Americans would have an enormous competitive advantage in epoxy resins on a level playing field — but China doesn’t play fair. Using massive subsidies and other nonmarket distortions, China has created enormous oversupplies of epoxy resins and the main inputs needed to make them. As a result, China has more than doubled its epoxy exports, which allows it to manipulate the U.S. market and harm American producers such as Olin.
You think the WTO cares about America’s epoxy resin industry?
I doubt it.
Tariffs might be the only tool in our woodshed that could help protect American industries from Chinese domination.
The Wall Street Journal ran a story about China’s efforts to corner the Cobalt industry:
A Chinese mining company has gained control of more than a third of the world’s cobalt supply—and the U.S. is worried about getting cut off.
U.S. officials are accusing China-based CMOC 3993 -3.53%decrease; red down pointing triangle Group of flooding the market to make it harder for others to invest in producing cobalt, which is used in jet fighters, munitions, drones and electric-vehicle batteries.
“The players are new, but the playbook is old,” said Jose Fernandez, a State Department undersecretary in charge of international energy policy. “That predatory conduct is hurting not only the competition,” but it is also jeopardizing America’s energy transition, he said.
CMOC said that its higher production is a byproduct of higher copper output—the metals are mined together—and that it is acting responsibly.
The sudden rise of an obscure company to a position of dominance in the mining industry is a study in how Chinese companies are spreading around the globe, often to feed the country’s manufacturing machine.
Marco Rubio highlighted this problem in the New York Post:
“China Shock 2.0” could devastate a slew of national economies.

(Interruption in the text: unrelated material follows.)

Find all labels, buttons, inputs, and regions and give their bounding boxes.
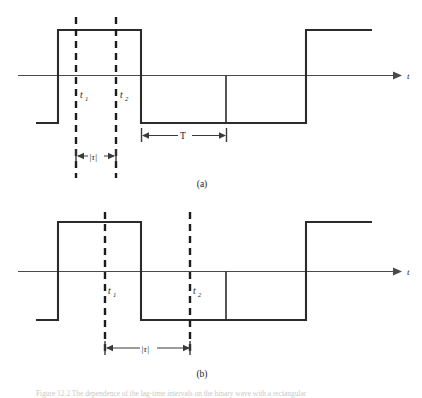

And its impacts could be even “more fundamental” than those of the first China Shock, experts say, because they involve industries more critical to countries’ survival.
Gone are the days when China’s manufacturing ambitions seemed limited to cheap toys and apparel.
Today, Beijing openly touts its aims to position China as the sole supplier of commodities and high-tech goods that other countries would cease to function without.
And yet, across the globe, elites invested in the economic status quo are determined to . . . do nothing.
German Chancellor Olaf Scholz and Spanish Prime Minister Pedro Sanchez are examples.
Their nations’ auto industries rake in short-term profits from car sales in China and Chinese investments in their own EV companies.
In other words, they are dependent on good terms with Beijing.
To no one’s surprise, they are actively undermining EU plans to hike tariffs on Chinese-made EVs.
Another example comes from the International Monetary Fund.
This multinational agency stands for “open, stable, and transparent trade policies,” the polar opposite of Chinese export dumping.
Yet IMF economists are diverting blame from Beijing’s industrial policies to “macro forces” due to the COVID-19 pandemic — while chastising the United States for defending domestic production.
Why?
Simply put, the institution is biased by Beijing’s membership, and its economists are blinded by their free-trade fundamentalist training.
The truth is that Chinese overproduction is far from accidental: The Chinese Communist Party laid out its plan to dominate global trade in vital industrial inputs and high-value goods almost 10 years ago.
It is time for America to rethink global trade in the face of an aggressive Chinese government that thinks the rules are for us and not for them.
Mr Smoot and Mr Hawley probably never envisioned a hostile and powerful Chinese government that has a clear objective to bankrupt key American industries ad is doing it through trade espionage. But they might have had the right way to fight back: Effectively using tariffs to protect our national security and keep the bad guys from bankrupting American businesses and American families in the process.